While I had started from a materialist, clockwork-universe perspective, I soon discovered certain implications of modern physics that did not fit well with such an obsolete, 19th-century worldview. I stumbled upon further problems, such as the questions of causality, the ontology of time and space, the status of mathematics, and the laws of nature. This brought me even deeper into metaphysics with issues like the problem of universals, the one and the many, the persistence of diachronic (personal) identity, free will, and the hard problem of consciousness.

I soon realized that materialism is untenable, and I searched for a new worldview that could explain these problems and make sense of the world we experience.
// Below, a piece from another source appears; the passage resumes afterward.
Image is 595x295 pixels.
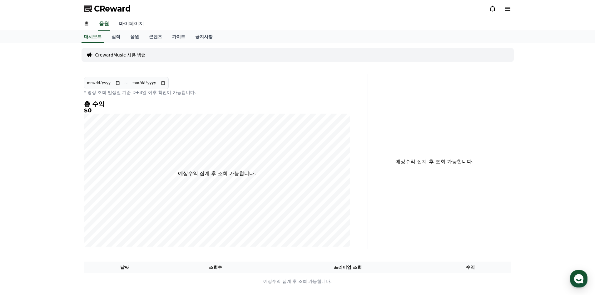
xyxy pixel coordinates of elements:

The first step in Dr. Bechly’s journey was investigating evidence for design in the universe, and finding it compelling:

Around this time, I also came into contact with intelligent design theory, though for totally different reasons. I was the project leader for a large special exhibition on evolution at our museum for Darwin Year 2009, which celebrated the double event of Darwin’s 200th birthday and the 150th anniversary of the first publication of his magnum opus On the Origin of Species. In preparing for this exhibit, I read some books by Darwin critics, because we wanted to refute and mock them.

This did not go as intended. I was surprised that the arguments of the ID theorists were nothing like the distorted picture painted by their opponents. The more I studied ID arguments, the more I became a critic of Neo-Darwinism and an ID proponent myself.
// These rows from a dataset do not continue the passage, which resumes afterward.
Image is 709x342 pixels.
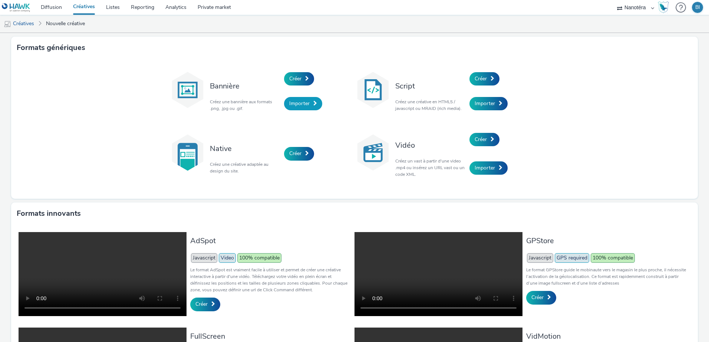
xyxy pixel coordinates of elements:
[469,133,499,146] a: Créer
[354,134,391,171] img: video.svg
[4,20,11,28] img: mobile
[469,97,507,110] a: Importer
[526,236,686,246] h3: GPStore
[657,1,669,13] img: Hawk Academy
[190,236,351,246] h3: AdSpot
[284,72,314,86] a: Créer
[289,100,309,107] span: Importer
[17,42,85,53] h3: Formats génériques
[42,15,89,33] a: Nouvelle créative
[554,253,589,263] span: GPS required
[284,147,314,160] a: Créer
[526,291,556,305] a: Créer
[219,253,236,263] span: Video
[395,81,465,91] h3: Script
[526,267,686,287] p: Le format GPStore guide le mobinaute vers le magasin le plus proche, il nécessite l’activation de...
[190,332,351,342] h3: FullScreen
[210,144,280,154] h3: Native
[395,99,465,112] p: Créez une créative en HTML5 / javascript ou MRAID (rich media).
[469,72,499,86] a: Créer
[195,301,208,308] span: Créer
[474,75,487,82] span: Créer
[190,298,220,311] a: Créer
[474,165,495,172] span: Importer
[210,99,280,112] p: Créez une bannière aux formats .png, .jpg ou .gif.
[169,72,206,109] img: banner.svg
[469,162,507,175] a: Importer
[695,2,700,13] div: BI
[474,100,495,107] span: Importer
[210,81,280,91] h3: Bannière
[590,253,634,263] span: 100% compatible
[289,150,301,157] span: Créer
[474,136,487,143] span: Créer
[395,140,465,150] h3: Vidéo
[191,253,217,263] span: Javascript
[527,253,553,263] span: Javascript
[284,97,322,110] a: Importer
[531,294,543,301] span: Créer
[354,72,391,109] img: code.svg
[237,253,281,263] span: 100% compatible
[17,208,81,219] h3: Formats innovants
[526,332,686,342] h3: VidMotion
[169,134,206,171] img: native.svg
[2,3,30,12] img: undefined Logo
[395,158,465,178] p: Créez un vast à partir d'une video .mp4 ou insérez un URL vast ou un code XML.
[657,1,671,13] a: Hawk Academy
[210,161,280,175] p: Créez une créative adaptée au design du site.
[289,75,301,82] span: Créer
[190,267,351,293] p: Le format AdSpot est vraiment facile à utiliser et permet de créer une créative interactive à par...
I was still into process philosophy when I embraced intelligent design theory, so my support for ID had nothing to do with religion, but only with scientific arguments. I had come to see that Neo-Darwinism simply fails to explain the diversity and complexity of life and that these are better explained by an infusion of information from outside the system. The information does not have to come from a divine, miraculous intervention, but of course that would be compatible with such a view.

So, he accepts design in the universe at this point, but still doesn’t accept theism, and even further away from Christianity.
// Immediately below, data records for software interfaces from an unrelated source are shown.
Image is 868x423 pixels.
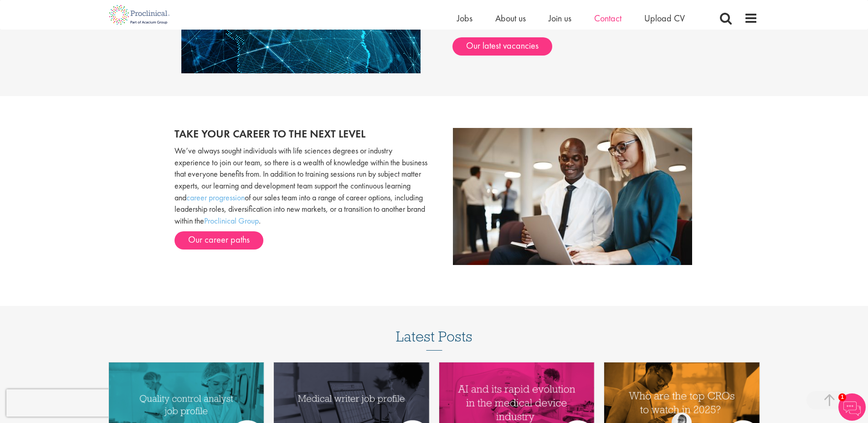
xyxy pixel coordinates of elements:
a: career progression [187,192,244,203]
a: About us [495,13,526,24]
p: We’ve always sought individuals with life sciences degrees or industry experience to join our tea... [175,145,427,227]
a: Jobs [457,13,472,24]
a: Contact [594,13,621,24]
img: Chatbot [838,393,866,421]
a: Proclinical Group [204,215,259,226]
span: 1 [838,393,846,401]
a: Upload CV [644,13,685,24]
h2: Take your career to the next level [175,128,427,140]
h3: Latest Posts [396,329,472,350]
a: Our latest vacancies [452,38,552,55]
iframe: reCAPTCHA [7,389,123,416]
a: Our career paths [175,231,264,250]
a: Join us [548,13,571,24]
But he’s not done exploring:

So I finally decided to check out the belief system that was the last thing I wanted to be true: Classical theism. I had previously read all the New Atheists’ books, but even then, as a non-theist and fan of the authors, I had found them quite shallow and unsatisfying.

He goes on to explain how he explored the arguments for classical theism, and then the specific evidences for Christianity, such as prophecy and the historicity of the resurrection of Jesus. Eventually, he just went for the worldview that answered the questions raised by the progress of science, that also solved the metaphysical problems he had encountered.

You can read the whole thing, if you’re looking for a wonderful testimony filled with lots of apologetics. I wish that this testimony was seen as the “normal” testimony by Christian parents and pastors. Then we would be taking a completely different approach to parenting and church. We would put the emphasis on evidence.